Program
Distribution
The meeting of two monuments in the Russian repertoire: Prokofiev’s Concerto No. 2, steeped in modernist fury, and one of Shostakovich’s most gloriously narrative Symphonies, a page in history and fervent indictment of all tyrannies.
The work of a ‘young barbarian’ deemed godless and lawless, Prokofiev’s Concerto No. 2 triggered a scandal of Rite of Spring proportions when it premiered in 1913. It must be said that its futuristic radicalism—making it, for the soloist, one of the most formidable feats in the repertoire—bursts forth in the fantastic cadence of the first movement, the motoristic flow of the Scherzo, and the general flaring-up of sound, at times grotesque and explosive.

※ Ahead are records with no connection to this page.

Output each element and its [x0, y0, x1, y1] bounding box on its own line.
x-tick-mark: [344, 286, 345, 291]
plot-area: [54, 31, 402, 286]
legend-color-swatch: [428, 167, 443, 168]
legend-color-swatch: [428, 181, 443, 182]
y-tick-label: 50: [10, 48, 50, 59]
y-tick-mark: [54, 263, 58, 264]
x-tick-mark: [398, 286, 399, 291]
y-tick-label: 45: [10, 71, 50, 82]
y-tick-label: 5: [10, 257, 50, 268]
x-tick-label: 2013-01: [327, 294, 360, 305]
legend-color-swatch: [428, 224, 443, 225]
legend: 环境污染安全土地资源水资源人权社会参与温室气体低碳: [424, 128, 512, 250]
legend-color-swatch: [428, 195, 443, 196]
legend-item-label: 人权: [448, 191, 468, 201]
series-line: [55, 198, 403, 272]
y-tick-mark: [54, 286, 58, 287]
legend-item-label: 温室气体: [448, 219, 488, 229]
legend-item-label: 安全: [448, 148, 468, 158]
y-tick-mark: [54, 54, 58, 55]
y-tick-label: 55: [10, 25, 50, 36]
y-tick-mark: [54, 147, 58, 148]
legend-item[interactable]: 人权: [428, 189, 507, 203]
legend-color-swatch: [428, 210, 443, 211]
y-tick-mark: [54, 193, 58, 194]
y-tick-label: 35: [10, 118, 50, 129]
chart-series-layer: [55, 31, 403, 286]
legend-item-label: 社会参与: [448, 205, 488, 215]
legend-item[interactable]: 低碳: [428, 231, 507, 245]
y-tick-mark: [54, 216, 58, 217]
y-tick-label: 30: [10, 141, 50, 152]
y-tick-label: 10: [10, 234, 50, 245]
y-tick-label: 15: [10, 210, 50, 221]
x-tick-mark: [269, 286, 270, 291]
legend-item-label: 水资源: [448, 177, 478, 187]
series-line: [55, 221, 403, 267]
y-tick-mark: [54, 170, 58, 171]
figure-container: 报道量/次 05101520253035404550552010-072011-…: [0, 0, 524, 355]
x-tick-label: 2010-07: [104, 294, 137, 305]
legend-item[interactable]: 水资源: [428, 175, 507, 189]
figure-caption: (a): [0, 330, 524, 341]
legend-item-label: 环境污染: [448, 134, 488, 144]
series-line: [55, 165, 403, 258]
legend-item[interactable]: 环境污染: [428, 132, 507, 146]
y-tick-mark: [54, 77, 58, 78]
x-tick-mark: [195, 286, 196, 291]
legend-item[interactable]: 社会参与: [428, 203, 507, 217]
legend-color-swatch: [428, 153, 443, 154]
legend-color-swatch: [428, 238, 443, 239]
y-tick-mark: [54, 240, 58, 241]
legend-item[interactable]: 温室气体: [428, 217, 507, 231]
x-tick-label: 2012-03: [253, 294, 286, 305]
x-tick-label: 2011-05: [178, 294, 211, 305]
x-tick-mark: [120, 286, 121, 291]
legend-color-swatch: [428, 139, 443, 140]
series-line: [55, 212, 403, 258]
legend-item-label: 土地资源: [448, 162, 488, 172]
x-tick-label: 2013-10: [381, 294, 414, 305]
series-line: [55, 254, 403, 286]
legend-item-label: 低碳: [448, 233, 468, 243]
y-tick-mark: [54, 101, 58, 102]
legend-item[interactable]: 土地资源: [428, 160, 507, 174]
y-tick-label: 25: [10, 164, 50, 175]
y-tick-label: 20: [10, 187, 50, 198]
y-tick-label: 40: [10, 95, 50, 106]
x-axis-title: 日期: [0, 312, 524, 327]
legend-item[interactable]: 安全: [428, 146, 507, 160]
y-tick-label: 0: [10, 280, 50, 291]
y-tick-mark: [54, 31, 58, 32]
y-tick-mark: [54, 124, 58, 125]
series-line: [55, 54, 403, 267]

As its nickname suggests, Shostakovich’s Symphony No. 11 was dedicated to the aborted (and harshly repressed) Revolution of 1905, and quoted popular melodies and revolutionary songs. Carrying on the legacy of Tchaikovsky, Mussorgsky and Rimsky-Korsakov, Shostakovich delivered, shortly after Stalin’s death, this seemingly ‘positive’ and ‘programme-worthy’ score, but which did not deceive the sharp eye of poet Ana Akhmatova: its optimism, she said, only existed against the background of drama and pallid skies, as an homage to the ideals betrayed by the Soviet state and to the victims of all repression.